After lowering its benchmark interest rate three times in the last four months of 2024, the Federal Reserve left it unchanged in January and appears to be in no hurry to start cutting again. Progress against inflation has stalled in recent months.
President Donald Trump’s plans to impose tax on imports at a scale not seen since the 1930s risks raising prices and intensifying inflationary pressure. Deporting millions of immigrants working in the country illegally, as Trump has promised, could also create labor shortages that push up wages and feed inflation.
The Labor Department reported Thursday that the number of Americans filing for unemployment benefits rose unexpectedly last week to the highest level in three months. Some economists expect those numbers to tick higher as layoffs of federal workers ordered by Elon Musk’s Department of Government Efficiency start to show up in the data.
High-Frequency Economics already expects January-March GDP growth to fall below 1%, lower if Trump goes ahead with plans to slap 25% taxes on goods from Canada and Mexico. On Thursday, Trump vowed to do just that early next week.
Thursday’s GDP report was the second of three Commerce Department looks at fourth-quarter economic growth. The final estimate comes out on March 27.
President Donald Trump’s administration is directing federal agencies to develop plans to move offices away from the D.C. area.
By April 14, agencies must submit proposals for “any proposed relocations of agency bureaus and offices from Washington, D.C., and the National Capital Region to less-costly parts of the country,” according to a memo from senior officials released Wednesday.
Trump also signed an executive order requiring agencies to compile a list of their real estate holdings and identify any leases eligible for termination.
“We’re cutting down the size of government. We have to,” Trump said during the first Cabinet meeting of his second term. “We’re bloated. We’re sloppy. We have a lot of people that aren’t doing their job.”
The civilian federal workforce — excluding military personnel and postal workers — consists of about 2.4 million people. Roughly 20% of those employees work in D.C. and the surrounding states of Maryland and Virginia.
“Federal workforce employment represents about 25% of the total employment of D.C.,” said Lucy Dadayan, principal research associate with the Urban-Brookings Tax Policy Center, a nonpartisan think tank in D.C. that analyzes current and longer-term tax issues.
It also represents about one-quarter of D.C.’s gross domestic product, the total value of all goods and services produced by the city.
If agencies move away, “there could be a broad impact,” Dadayan said.
There would likely be an increase in office space vacancies and a decrease in overall consumer spending, sales tax revenue, and income tax revenue.

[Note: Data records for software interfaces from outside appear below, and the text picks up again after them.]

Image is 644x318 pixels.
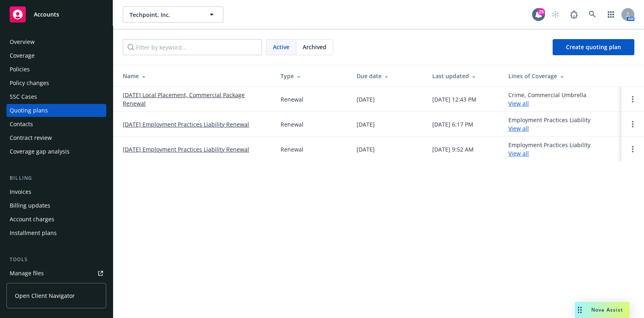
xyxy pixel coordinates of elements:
div: Invoices [10,185,32,198]
div: Coverage gap analysis [10,145,70,158]
input: Filter by keyword... [123,39,262,55]
div: Billing [7,174,106,182]
a: View all [509,124,529,132]
div: Tools [7,255,106,263]
a: Policy changes [7,76,106,89]
a: Coverage [7,49,106,62]
a: Create quoting plan [553,39,634,55]
div: Policy changes [10,76,49,89]
a: Account charges [7,213,106,226]
div: Overview [10,36,35,48]
a: Search [585,7,601,23]
a: Overview [7,36,106,48]
span: Active [273,43,289,51]
span: Create quoting plan [566,43,621,51]
a: Invoices [7,185,106,198]
a: [DATE] Local Placement, Commercial Package Renewal [123,91,268,107]
div: [DATE] 9:52 AM [432,145,474,154]
div: Name [123,72,268,80]
a: Switch app [603,7,619,23]
div: Coverage [10,49,35,62]
div: Installment plans [10,227,57,239]
div: Lines of Coverage [509,72,615,80]
div: Due date [357,72,420,80]
span: Accounts [34,11,59,18]
a: Open options [628,144,638,154]
a: View all [509,149,529,157]
a: [DATE] Employment Practices Liability Renewal [123,145,249,154]
span: Open Client Navigator [15,291,75,300]
a: Billing updates [7,199,106,212]
div: Renewal [281,95,304,103]
div: Renewal [281,120,304,128]
div: SSC Cases [10,90,37,103]
div: [DATE] [357,120,375,128]
a: Manage files [7,266,106,279]
div: [DATE] 6:17 PM [432,120,474,128]
div: Drag to move [575,302,585,318]
div: Employment Practices Liability [509,115,591,132]
span: Nova Assist [591,306,623,313]
div: Contract review [10,131,52,144]
div: [DATE] [357,145,375,154]
div: Employment Practices Liability [509,141,591,158]
button: Nova Assist [575,302,630,318]
a: [DATE] Employment Practices Liability Renewal [123,120,249,128]
a: Contract review [7,131,106,144]
div: [DATE] [357,95,375,103]
span: Techpoint, Inc. [130,11,199,19]
div: [DATE] 12:43 PM [432,95,477,103]
a: Accounts [7,3,106,26]
div: Policies [10,63,30,76]
a: Coverage gap analysis [7,145,106,158]
div: Contacts [10,118,33,131]
a: SSC Cases [7,90,106,103]
a: Contacts [7,118,106,131]
div: Quoting plans [10,104,48,117]
a: Policies [7,63,106,76]
a: Report a Bug [566,7,582,23]
div: 25 [538,8,545,15]
a: Open options [628,119,638,129]
div: Renewal [281,145,304,154]
div: Type [281,72,344,80]
a: View all [509,99,529,107]
div: Account charges [10,213,54,226]
button: Techpoint, Inc. [123,7,223,23]
div: Manage files [10,266,44,279]
a: Quoting plans [7,104,106,117]
div: Last updated [432,72,496,80]
div: Billing updates [10,199,50,212]
a: Open options [628,94,638,104]
a: Start snowing [548,7,564,23]
a: Installment plans [7,227,106,239]
div: Crime, Commercial Umbrella [509,91,587,107]
span: Archived [303,43,327,51]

According to Dadayan, that “could translate into property tax revenue declines, particularly for commercial property taxes, but also on residential property taxes, because if people who lose their jobs are unable to find employment in the DMV area, they could potentially migrate to other states for employment.”
All of that would potentially lead to budget shortfalls for local governments.

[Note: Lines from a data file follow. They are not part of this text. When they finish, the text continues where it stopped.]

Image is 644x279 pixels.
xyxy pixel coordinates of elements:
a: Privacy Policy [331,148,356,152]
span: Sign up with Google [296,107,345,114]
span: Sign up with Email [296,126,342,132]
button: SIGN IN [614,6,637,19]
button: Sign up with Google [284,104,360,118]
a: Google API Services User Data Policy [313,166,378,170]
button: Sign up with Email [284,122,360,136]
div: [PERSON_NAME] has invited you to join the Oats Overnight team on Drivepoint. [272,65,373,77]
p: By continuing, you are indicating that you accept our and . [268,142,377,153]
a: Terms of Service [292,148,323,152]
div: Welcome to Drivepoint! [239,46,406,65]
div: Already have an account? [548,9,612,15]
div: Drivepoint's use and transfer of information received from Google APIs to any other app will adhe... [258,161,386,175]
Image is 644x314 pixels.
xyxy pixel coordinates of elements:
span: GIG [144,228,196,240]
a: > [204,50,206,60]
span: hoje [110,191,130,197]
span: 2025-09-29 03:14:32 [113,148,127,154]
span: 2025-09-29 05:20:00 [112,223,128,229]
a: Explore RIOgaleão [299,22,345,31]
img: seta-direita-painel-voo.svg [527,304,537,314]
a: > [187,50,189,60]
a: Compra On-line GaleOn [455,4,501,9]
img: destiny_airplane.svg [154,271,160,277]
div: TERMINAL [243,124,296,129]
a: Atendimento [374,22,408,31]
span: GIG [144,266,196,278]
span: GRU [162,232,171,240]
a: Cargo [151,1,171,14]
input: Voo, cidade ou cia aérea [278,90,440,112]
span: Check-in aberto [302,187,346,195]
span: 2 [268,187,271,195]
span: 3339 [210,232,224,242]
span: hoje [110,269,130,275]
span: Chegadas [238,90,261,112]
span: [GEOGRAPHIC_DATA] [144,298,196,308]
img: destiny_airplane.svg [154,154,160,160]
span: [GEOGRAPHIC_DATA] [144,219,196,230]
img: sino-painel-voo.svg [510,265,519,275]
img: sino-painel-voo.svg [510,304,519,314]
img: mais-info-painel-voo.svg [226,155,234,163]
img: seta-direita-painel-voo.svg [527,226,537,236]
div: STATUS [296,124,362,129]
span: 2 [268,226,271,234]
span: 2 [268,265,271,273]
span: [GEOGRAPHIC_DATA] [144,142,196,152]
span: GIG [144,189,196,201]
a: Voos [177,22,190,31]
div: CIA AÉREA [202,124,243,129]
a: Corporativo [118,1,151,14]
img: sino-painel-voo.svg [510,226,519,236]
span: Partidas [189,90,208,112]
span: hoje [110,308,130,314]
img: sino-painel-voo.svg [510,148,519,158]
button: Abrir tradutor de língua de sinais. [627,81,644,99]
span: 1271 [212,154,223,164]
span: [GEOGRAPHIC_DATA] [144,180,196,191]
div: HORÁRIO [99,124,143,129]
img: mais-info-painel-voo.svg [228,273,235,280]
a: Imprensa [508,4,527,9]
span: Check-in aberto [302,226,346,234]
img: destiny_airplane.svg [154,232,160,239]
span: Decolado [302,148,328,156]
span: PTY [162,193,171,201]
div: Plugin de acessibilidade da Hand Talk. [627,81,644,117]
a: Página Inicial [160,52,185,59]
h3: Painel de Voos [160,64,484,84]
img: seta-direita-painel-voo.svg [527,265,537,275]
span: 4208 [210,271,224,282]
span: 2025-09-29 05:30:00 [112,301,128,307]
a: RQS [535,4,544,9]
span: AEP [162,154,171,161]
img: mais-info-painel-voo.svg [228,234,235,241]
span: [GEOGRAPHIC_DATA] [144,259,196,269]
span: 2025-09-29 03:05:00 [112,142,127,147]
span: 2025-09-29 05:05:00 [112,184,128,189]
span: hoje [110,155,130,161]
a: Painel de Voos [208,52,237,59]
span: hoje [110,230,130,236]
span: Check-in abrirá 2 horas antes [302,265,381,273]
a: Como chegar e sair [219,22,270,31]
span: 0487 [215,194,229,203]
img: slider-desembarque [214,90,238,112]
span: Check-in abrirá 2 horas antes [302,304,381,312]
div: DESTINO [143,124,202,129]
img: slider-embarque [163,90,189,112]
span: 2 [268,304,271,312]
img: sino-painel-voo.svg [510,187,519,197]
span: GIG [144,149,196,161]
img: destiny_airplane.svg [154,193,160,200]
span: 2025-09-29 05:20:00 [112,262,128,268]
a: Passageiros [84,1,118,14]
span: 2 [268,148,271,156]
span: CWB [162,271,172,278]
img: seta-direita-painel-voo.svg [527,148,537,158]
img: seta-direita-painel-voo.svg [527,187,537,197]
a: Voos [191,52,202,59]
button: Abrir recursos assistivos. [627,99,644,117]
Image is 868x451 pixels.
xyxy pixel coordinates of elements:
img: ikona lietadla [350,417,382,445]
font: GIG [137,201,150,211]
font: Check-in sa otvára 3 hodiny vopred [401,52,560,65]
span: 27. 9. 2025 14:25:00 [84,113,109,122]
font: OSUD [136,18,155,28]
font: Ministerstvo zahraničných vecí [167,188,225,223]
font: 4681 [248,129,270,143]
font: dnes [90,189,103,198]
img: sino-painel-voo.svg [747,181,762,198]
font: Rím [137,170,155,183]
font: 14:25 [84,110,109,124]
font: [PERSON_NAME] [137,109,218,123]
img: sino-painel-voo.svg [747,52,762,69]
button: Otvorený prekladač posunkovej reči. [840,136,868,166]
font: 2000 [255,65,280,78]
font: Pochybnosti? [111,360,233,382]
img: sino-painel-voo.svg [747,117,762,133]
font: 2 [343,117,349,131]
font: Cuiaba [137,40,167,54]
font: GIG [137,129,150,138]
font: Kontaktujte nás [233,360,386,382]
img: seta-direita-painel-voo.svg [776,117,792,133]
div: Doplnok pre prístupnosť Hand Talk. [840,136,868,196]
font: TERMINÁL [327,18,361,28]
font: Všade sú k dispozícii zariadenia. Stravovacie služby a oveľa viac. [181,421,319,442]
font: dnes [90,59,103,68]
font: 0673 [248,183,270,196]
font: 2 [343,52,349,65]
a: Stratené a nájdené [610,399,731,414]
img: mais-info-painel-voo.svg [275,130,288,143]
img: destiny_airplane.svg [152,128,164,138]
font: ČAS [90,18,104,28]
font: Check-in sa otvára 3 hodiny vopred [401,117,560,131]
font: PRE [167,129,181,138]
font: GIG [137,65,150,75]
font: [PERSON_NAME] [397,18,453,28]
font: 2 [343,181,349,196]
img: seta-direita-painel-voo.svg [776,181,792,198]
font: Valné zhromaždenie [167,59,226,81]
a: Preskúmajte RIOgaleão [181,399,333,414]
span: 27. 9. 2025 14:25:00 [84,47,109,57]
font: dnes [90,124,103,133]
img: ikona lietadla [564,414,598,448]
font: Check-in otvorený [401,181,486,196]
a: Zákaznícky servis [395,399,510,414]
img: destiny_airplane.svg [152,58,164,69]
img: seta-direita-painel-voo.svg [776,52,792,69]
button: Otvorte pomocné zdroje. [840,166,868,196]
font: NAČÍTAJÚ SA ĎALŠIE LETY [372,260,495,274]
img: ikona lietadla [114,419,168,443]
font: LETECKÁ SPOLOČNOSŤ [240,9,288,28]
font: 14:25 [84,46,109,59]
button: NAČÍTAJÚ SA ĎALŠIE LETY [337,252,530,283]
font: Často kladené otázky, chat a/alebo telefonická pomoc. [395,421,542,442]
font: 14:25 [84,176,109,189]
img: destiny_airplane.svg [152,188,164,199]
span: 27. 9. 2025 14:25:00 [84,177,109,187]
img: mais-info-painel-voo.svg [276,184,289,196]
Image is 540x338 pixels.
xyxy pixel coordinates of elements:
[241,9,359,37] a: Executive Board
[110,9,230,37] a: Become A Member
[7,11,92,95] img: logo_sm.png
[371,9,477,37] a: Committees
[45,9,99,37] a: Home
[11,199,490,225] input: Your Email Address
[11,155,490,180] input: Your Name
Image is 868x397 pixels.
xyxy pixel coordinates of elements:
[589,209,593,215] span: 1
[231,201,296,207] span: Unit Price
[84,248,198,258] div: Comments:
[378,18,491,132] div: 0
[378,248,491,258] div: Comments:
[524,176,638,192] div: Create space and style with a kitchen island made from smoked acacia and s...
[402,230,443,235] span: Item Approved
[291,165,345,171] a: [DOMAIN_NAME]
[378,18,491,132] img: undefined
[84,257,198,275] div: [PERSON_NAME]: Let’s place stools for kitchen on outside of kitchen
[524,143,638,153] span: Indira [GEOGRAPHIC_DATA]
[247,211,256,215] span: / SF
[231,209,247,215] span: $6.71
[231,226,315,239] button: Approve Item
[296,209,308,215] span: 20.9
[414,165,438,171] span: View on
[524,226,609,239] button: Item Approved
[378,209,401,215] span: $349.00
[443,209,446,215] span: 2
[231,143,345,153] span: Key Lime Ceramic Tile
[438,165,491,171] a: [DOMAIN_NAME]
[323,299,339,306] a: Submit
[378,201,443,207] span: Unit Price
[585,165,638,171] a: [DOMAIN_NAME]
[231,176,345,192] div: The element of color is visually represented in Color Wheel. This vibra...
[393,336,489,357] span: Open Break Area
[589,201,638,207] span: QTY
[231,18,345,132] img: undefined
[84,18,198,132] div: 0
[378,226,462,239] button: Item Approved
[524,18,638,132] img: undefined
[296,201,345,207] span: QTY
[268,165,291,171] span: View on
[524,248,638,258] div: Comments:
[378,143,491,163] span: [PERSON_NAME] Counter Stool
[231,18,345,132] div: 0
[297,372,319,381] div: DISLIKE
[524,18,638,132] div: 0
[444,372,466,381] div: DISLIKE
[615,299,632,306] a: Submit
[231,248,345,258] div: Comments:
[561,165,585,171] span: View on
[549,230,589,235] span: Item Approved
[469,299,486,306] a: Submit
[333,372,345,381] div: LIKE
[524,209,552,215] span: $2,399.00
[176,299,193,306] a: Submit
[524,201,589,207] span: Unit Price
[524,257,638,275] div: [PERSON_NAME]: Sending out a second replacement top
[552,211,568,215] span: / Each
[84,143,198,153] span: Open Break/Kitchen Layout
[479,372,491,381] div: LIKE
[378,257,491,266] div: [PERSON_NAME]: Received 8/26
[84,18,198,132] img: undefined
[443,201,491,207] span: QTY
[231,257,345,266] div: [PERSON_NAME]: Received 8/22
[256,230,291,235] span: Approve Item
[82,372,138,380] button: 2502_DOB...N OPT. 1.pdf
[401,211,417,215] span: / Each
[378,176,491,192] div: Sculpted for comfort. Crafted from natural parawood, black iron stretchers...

“Even a 10% reduction in workforce could lead to substantial hardships for the DMV area,” Dadayan said.
Wednesday’s memo from the Trump administration directs agencies to submit their plans for a reduction in force by March 13, which would not only lay off employees but eliminate their positions altogether.

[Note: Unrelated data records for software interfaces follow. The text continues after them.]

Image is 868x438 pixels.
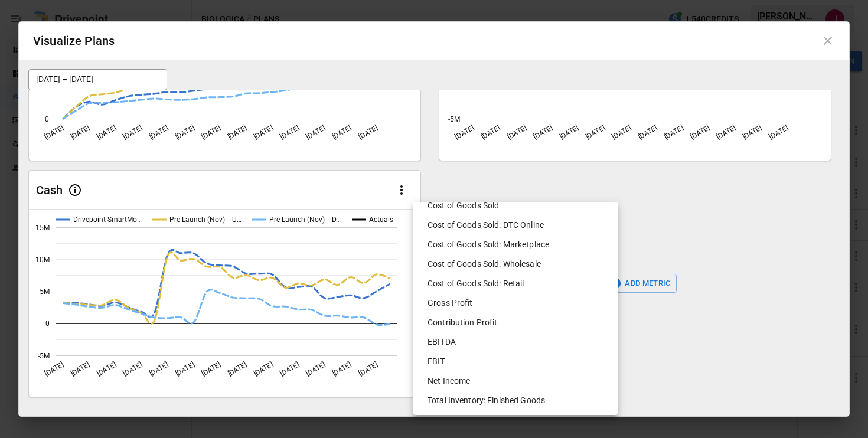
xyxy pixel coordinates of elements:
[418,235,613,255] li: Cost of Goods Sold: Marketplace
[418,215,613,235] li: Cost of Goods Sold: DTC Online
[418,352,613,371] li: EBIT
[418,391,613,410] li: Total Inventory: Finished Goods
[418,371,613,391] li: Net Income
[418,312,613,332] li: Contribution Profit
[418,273,613,293] li: Cost of Goods Sold: Retail
[418,293,613,312] li: Gross Profit
[418,255,613,273] li: Cost of Goods Sold: Wholesale
[418,332,613,352] li: EBITDA
[418,196,613,215] li: Cost of Goods Sold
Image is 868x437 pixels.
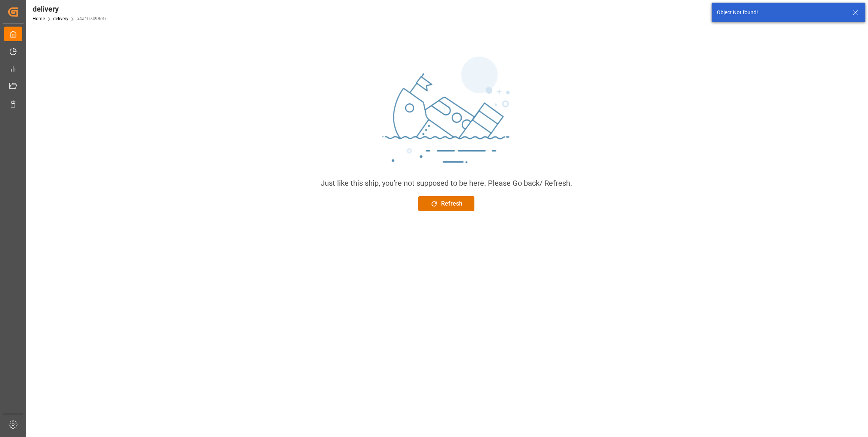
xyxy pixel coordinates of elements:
img: sinking_ship.png [334,53,559,177]
div: delivery [33,4,106,14]
div: Object Not found! [717,9,845,16]
button: Refresh [418,196,474,211]
a: Home [33,16,45,21]
div: Refresh [430,199,462,208]
a: delivery [53,16,68,21]
div: Just like this ship, you’re not supposed to be here. Please Go back/ Refresh. [321,177,572,189]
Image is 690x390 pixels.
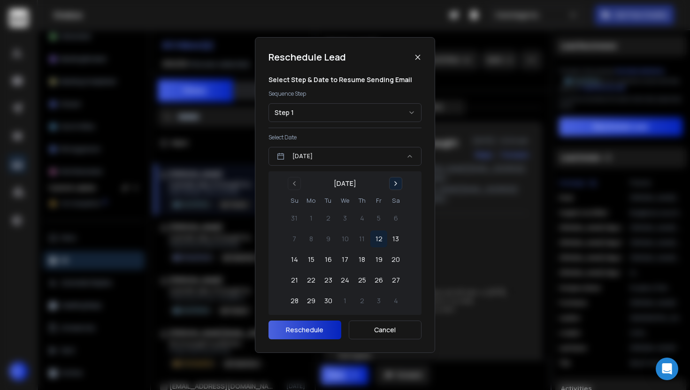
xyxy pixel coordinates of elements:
[303,196,320,206] th: Monday
[337,196,354,206] th: Wednesday
[354,293,371,310] button: 2
[320,272,337,289] button: 23
[387,272,404,289] button: 27
[320,196,337,206] th: Tuesday
[337,251,354,268] button: 17
[371,251,387,268] button: 19
[387,293,404,310] button: 4
[354,196,371,206] th: Thursday
[656,358,679,380] div: Open Intercom Messenger
[320,251,337,268] button: 16
[371,231,387,248] button: 12
[320,293,337,310] button: 30
[286,196,303,206] th: Sunday
[337,293,354,310] button: 1
[269,147,422,166] button: [DATE]
[303,293,320,310] button: 29
[269,103,422,122] button: Step 1
[269,134,422,141] p: Select Date
[354,272,371,289] button: 25
[389,177,403,190] button: Go to next month
[334,179,356,188] div: [DATE]
[269,321,341,340] button: Reschedule
[288,177,301,190] button: Go to previous month
[286,272,303,289] button: 21
[371,196,387,206] th: Friday
[303,272,320,289] button: 22
[269,75,422,85] h1: Select Step & Date to Resume Sending Email
[387,231,404,248] button: 13
[269,51,346,64] h1: Reschedule Lead
[303,251,320,268] button: 15
[371,272,387,289] button: 26
[293,153,313,160] p: [DATE]
[387,251,404,268] button: 20
[269,90,422,98] p: Sequence Step
[349,321,422,340] button: Cancel
[286,293,303,310] button: 28
[286,251,303,268] button: 14
[337,272,354,289] button: 24
[371,293,387,310] button: 3
[387,196,404,206] th: Saturday
[354,251,371,268] button: 18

Thousands of probationary employees have already been fired, and now the Republican-led administration is turning its attention to career officials with civil service protection.
Labor unions, Democratic state leaders, and other organizations have tried, with some success, to slow Trump down with litigation, while Republicans are growing more concerned about how a slash-and-burn strategy could affect their constituents.